There’s no indication in the journal what I replied to her.  I was in my first year in that pastorate and my guess is I said something sweet to her.  Something like, “Thank you for telling me that.  Please pray I will bring sermons that feed our people.”

But looking back, I realize I failed that woman.  I should have asked her a couple of questions….

–I should have asked what “line upon line” and “precept upon precept” means, what that kind of preaching is like, and where she got such a concept. She sure didn’t find it in the New Testament.

–I should have directed her to Isaiah 28:10 where we find that “Line upon line, precept upon precept.” It might have helped had I asked her to explain that passage.

–I should have asked how she came to be speaking for the entire congregation. “Our people” want this kind of preaching, she said.  Doubtless she meant herself and her buddies.

She would have been surprised to learn that the passage from where we get that “line upon line, precept upon precept” business–Isaiah 28:9-13–is most definitely not putting it forth as God’s standard for His people.  The Hebrew language has sav lasav, sav lasav, kav lakav, kav lakav, ze’er sham, ze’er sham.  The footnote in my Bible reads: “These Hebrew monosyllables, imitating the babbling of a child, mock the prophet’s preaching.”  It’s baby talk. It’s a put-down of the shallowness and superficiality of the Lord’s people at that time.

One thing it most definitely is not is the Lord’s plan for how His word is to be taught.  The fact that some have made it out to be so shows the sad state of Bible teaching and preaching our people have been subjected to, oddly leaving them thinking they were getting a superior quality.

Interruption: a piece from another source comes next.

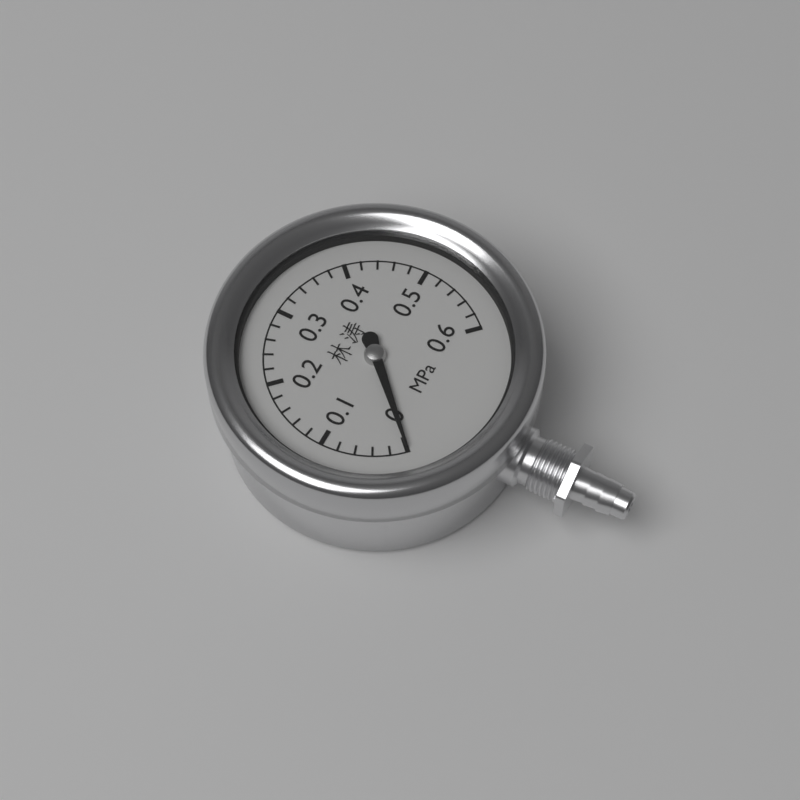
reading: 0.00 MPa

Don’t miss that. She thought she was demanding more from God’s word than what that learned professor/preacher was delivering.  He would have smiled at that, because the guest preacher she attacked knows his Greek New Testament backwards and forwards. Some of the greatest Bible teaching I’ve ever heard came from this man.

Does God care what kind of preaching we like?  The kind of pastor we prefer?

It’s a ridiculous question, of course.

When God sent Jonah to Nineveh, did it matter even the slightest whether those sinners liked his preaching?  The passage cited at the top of this article from Amos 7 is rather famous for that little bit of presumption.  “They like this kind of preaching down in Judah,” said the old high priest up in Bethel. “But we don’t care for that up here.  That’s why your offerings have been so low, why no one has joined your church, why you’ve had so few conversions.”

Try this the next time you stand  before the Lord at Judgement…

“Lord, the reason I didn’t come to church is I didn’t like his preaching.”  “That’s not my style of preaching, Lord.  I like expository and he was giving us topical.”  “I like more stories.  And after 35 minutes, I can’t listen any more.”

“So Lord, it’s not my fault.  He wasn’t what we wanted in a preacher.”

Yeah, right. Just try that.

Jonathan Edwards read his sermons, we’re told, and never looked up at the congregation.  Yet, the Holy Spirit used his preaching to ignite the First Great Awakening in this country.

Billy Sunday was flamboyant and dramatic and sometimes broke a chair while preaching.  Billy Graham was evangelistic and rarely anything but that. Dwight L. Moody was an English teacher’s nightmare in his preaching.

The mark of a mature congregation is they can appreciate any kind of delivery so long as the speaker has a word from the Lord.   “Whoever speaks, let him speak, as it were, the utterances of God” (I Peter 4:11).

When you and I stand before the Lord, the one question that will not be asked is “did you enjoy the sermon?”